Question

What are the pros and cons of using Primitve Types or Complex Types?

When should you use primitive types over complex types and vice versa?

i.e.:

public class Person
{
    public string FirstName { get; set; }
    public string LastName { get; set; }
    public int Age { get; set; }
    public int IQ { get; set; }
}


public void FooPrimitiveTypes (string firstName, string lastName, int age, int IQ)
{

}

public void FooComplexTypes(Person person)
{

}
Was it helpful?

Solution

  1. To pass each property separately are generally used when you are dealing with disjoint values. Also, sometimes used on constructors. Bad practice.

  2. This way is preferred when the values are related.

Why #1 is a bad practice - suppose you needed to add height. I'd much rather update one class by adding another property, instead of 50 methods.

OTHER TIPS

Does Foo conceptually deal with a Person? Does all (or at least most) of Person get used by Foo, or is it just using a few bits of information that happen to be in Person? Is Foo likely to ever deal with something that's not a Person? If Foo is InsertPersonIntoDB(), then it's probably best to deal with Person.

If Foo is PrintName(), then maybe PrintName(string FirstName, string LastName) is more appropriate (or alternatively, you might define a Name class instead and say that a person has a Name).

If you find yourself creating half initialized temporary Person objects just to pass to Foo, then you probably want to break down the parameters.

Something to note is that when you use primitives they are being passed by value... the object reference is also being passed by value but since all the underlying references to the values are references it is effectively pass by reference. So depending on what you are doing this pass by value or pass by reference could be of importance. Also in the first case modifications to the primitives will not affect the values of the variables in the calling scope however modifying the object passed in will affect the object in the calling scope.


EXERCISE DETAILS: What you write should be an exact repeat of the lines from the one with "Describe the element at coordinates (469, 217)" through the final line below, minus the pictures.

MATERIAL SUPPLIED:
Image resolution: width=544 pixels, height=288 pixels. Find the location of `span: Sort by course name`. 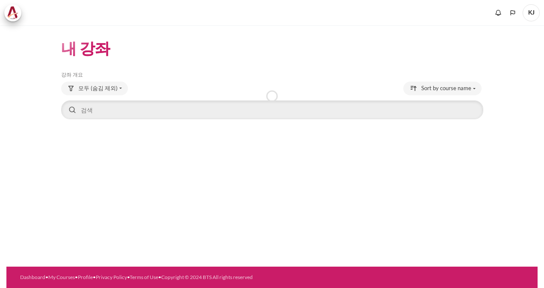

span: Sort by course name is located at coordinates (446, 89).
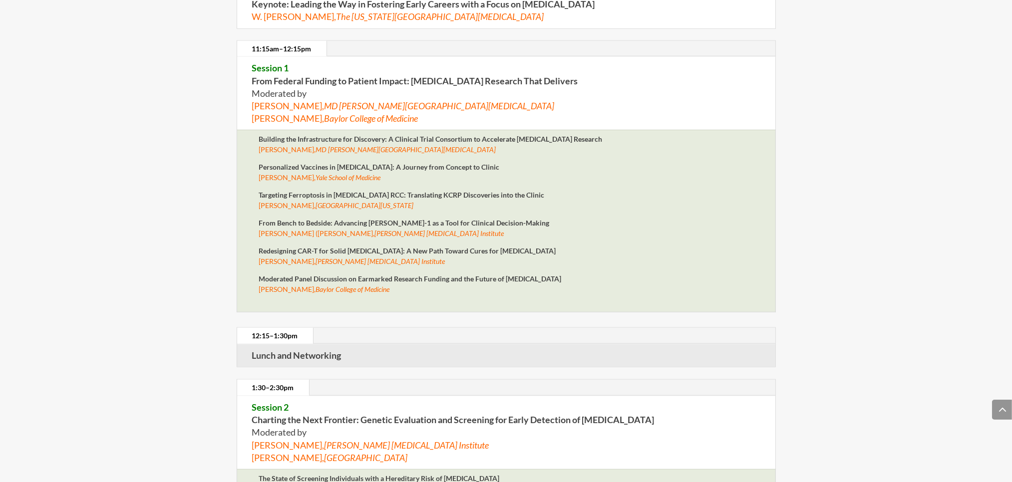 This screenshot has width=1012, height=482. Describe the element at coordinates (282, 49) in the screenshot. I see `a: 11:15am–12:15pm` at that location.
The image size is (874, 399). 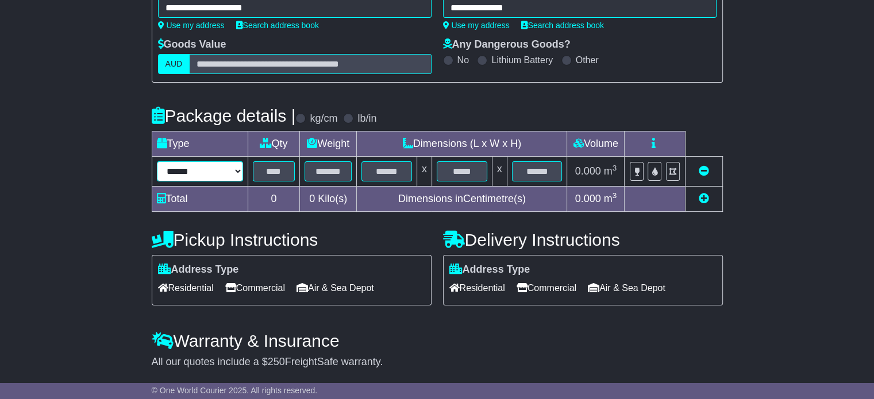 I want to click on td: Dimensions in Centimetre(s), so click(x=462, y=199).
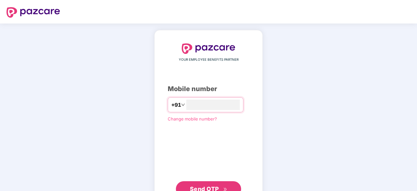  What do you see at coordinates (192, 119) in the screenshot?
I see `a: Change mobile number?` at bounding box center [192, 119].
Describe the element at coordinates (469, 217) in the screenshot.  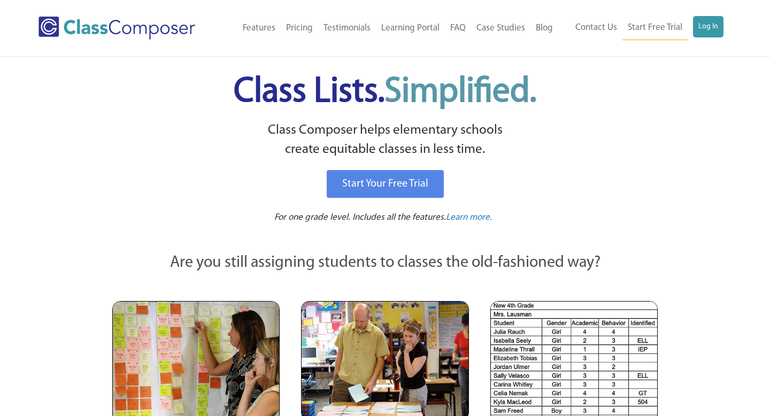
I see `span: Learn more.` at that location.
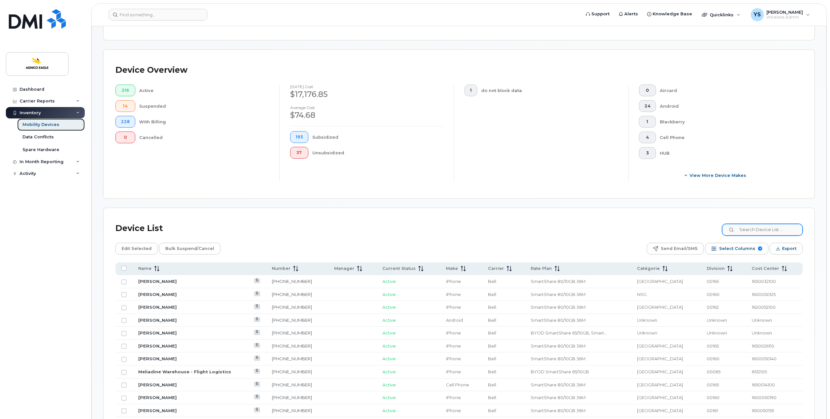  I want to click on div: do not block data, so click(550, 90).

WRITTEN RESPONSE:
Describe the element at coordinates (469, 217) in the screenshot.  
I see `span: Learn more.` at that location.
  I want to click on div: do not block data, so click(550, 90).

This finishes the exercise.